The moment a delivery driver told me pen-and-paper was killing his day
It was a Tuesday morning, six months into building DropPilot, when a courier called me after using the beta. He'd planned his ten stops on paper. Twenty minutes in, traffic on the M25 had locked him out completely. By the time he'd spent forty minutes rerouting in his head, he'd already let down three customers. He asked if we could just tell him where to go next, in real time, without the guesswork. That conversation shaped everything we've built.
The real problem isn't route planning. It's time.
Most delivery drivers know their patch. They've got the stopping points memorised. The problem isn't planning a route on a Monday morning. The problem is that every single day, something breaks that plan.
Traffic. A customer who cancels. A new job that comes in at 9.30am. A wrong turn because the satnav was glitching. A stop that takes twice as long as expected. By midday, half the route is in the bin.
We built DropPilot to handle that reality. The route optimisation engine (nearest-neighbour plus 2-opt algorithm) gets you a solid plan to start with. But the real work happens when you're out there. The app pulls live traffic data from Google Directions API and refreshes your ETA continuously. If you drift off the planned route, it detects that deviation and reroutes you automatically. No manual recalculation. No prayer.
That Tuesday morning courier? He's now finishing his round an hour earlier and handling two extra stops.
Dispatchers managing five drivers is different from managing fifty
When you've got a small team, you can text them changes. When you've got a fleet, that falls apart fast.
We built DropPilot so dispatchers could load a CSV file with fifty stops, let the system optimise them across drivers, and push the routes out in minutes. Each driver gets their own app. Each stop gets a sequence number. Proof of delivery comes back as a signature, a photo, or typed notes. The dispatcher sees everything in real time: who's finished what, who's running behind, where the fleet actually is.
One logistics manager told us this saved her team two hours of phone calls every morning. Two hours that now goes into handling exceptions and new bookings instead of playing traffic controller.
Food delivery, parcel couriers, and engineers all need the same thing
DropPilot isn't locked to one job type. A food delivery driver needs fast routes and proof of delivery. A field service engineer needs the same thing. A parcel courier running a double shift needs the same thing.
What they don't need is a platform that takes a cut. They don't need a consumer app on the other end tracking them. They need a tool that sits in their pocket, helps them plan their day, and gets proof of work back to whoever needs it. No commission. No marketplace. Just the app.
We've watched couriers use it. We've watched engineers use it. We've watched last-mile operators use it on rounds with thirty, forty, fifty stops. The feature set works the same way every time because the core problem is the same: how do you take a list of addresses and turn it into time saved and money kept?
The free tier lets you test this without risk
I built the free tier because I wanted field service people to actually try it. Five rounds a month, five stops per round. That's enough to run a small weekend delivery operation or test it before you sign your team up. The paid tiers are there for bigger operations: thirty rounds and fifty stops per round on Plus; unlimited rounds and stops on Pro. Team tier adds dispatch management and fleet features if you're running a crew.
But the reason for the free tier wasn't generosity. It was frustration. Too many tools assume you'll trust them with your operation before you've used them for five minutes. We didn't want that. Download it. Run a few deliveries. See if it actually saves you time. Then decide.
What we learned from launch week
On day one, we had three requests: one from a courier asking if we could show him the next three stops on one screen, one from a dispatcher asking if we could handle bulk address uploads, and one from an engineer who wanted to know if signatures auto-saved or if he had to upload them manually.
All three were live features by Friday. That's because this isn't a product built in a vacuum. Field service doesn't have time for software that makes assumptions. It needs tools that get out of the way and work the first time.
We've kept that momentum. When drivers hit a real pain point, we don't debate it. We build it. That's how CSV import happened. That's how continuous ETA refresh happened. That's how automatic rerouting happened.
If you're still planning routes on paper, or worse, in your head, have you actually tried letting the app handle the math while you focus on the job?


◆ Task instructions ◆
Report every line of the entries that contains the word "mixed".

◆ Source information ◆
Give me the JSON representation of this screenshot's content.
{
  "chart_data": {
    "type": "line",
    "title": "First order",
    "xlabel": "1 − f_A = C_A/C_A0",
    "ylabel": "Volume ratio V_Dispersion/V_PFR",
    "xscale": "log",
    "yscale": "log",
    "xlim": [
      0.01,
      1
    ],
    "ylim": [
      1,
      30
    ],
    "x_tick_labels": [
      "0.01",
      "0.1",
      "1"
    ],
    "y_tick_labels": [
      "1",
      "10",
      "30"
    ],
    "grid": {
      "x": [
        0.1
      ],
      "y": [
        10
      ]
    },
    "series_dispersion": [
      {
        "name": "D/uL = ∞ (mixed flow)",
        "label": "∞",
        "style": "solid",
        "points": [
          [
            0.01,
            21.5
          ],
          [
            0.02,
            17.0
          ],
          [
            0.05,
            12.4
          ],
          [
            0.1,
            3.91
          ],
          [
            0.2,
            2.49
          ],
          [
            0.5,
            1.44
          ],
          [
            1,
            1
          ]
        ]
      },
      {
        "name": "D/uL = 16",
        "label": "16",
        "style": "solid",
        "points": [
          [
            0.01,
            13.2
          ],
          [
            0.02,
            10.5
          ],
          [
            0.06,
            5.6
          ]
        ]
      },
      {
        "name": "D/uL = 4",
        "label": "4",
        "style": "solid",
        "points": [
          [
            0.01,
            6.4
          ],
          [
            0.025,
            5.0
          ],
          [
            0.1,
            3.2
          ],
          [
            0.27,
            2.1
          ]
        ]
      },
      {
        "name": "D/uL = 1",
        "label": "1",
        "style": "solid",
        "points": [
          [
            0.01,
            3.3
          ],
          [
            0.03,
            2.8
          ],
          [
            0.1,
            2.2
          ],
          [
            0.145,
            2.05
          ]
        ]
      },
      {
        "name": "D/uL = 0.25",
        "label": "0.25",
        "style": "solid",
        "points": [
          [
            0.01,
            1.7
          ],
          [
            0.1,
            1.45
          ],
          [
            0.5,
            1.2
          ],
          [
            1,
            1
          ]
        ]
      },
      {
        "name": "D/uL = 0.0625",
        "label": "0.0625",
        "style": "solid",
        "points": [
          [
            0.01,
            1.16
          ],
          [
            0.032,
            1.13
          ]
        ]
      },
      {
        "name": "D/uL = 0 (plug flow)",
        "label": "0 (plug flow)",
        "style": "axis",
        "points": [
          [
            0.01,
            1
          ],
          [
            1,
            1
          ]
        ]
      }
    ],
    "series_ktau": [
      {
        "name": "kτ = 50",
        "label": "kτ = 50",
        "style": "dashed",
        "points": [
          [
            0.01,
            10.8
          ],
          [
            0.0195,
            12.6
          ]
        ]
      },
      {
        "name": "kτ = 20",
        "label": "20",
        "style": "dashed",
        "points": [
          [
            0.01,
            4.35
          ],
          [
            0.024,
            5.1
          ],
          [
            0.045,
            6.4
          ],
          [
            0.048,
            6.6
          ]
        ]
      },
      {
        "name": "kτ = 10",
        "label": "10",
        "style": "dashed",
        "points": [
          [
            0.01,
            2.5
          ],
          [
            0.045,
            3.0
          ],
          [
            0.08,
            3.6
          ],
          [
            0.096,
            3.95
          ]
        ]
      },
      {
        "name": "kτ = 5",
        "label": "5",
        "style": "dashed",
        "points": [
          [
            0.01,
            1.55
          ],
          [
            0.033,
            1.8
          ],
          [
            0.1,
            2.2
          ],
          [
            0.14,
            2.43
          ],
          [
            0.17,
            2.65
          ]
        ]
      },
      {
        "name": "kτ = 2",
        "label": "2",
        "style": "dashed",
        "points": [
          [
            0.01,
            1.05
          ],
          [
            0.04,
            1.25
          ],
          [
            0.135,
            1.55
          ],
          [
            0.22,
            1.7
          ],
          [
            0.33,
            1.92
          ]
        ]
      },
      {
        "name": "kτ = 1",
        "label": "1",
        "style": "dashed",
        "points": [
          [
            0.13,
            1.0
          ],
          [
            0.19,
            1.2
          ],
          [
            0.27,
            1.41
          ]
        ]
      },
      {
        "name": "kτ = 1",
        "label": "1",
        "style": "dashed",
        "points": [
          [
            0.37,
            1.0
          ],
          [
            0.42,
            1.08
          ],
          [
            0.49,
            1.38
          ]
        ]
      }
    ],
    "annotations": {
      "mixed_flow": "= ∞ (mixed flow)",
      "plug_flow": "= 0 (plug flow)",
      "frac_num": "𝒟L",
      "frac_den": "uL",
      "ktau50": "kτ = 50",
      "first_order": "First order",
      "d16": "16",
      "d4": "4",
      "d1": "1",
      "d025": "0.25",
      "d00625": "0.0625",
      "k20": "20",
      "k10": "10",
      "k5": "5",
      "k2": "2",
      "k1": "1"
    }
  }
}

◆ Written response ◆
        "name": "D/uL = ∞ (mixed flow)",
      "mixed_flow": "= ∞ (mixed flow)",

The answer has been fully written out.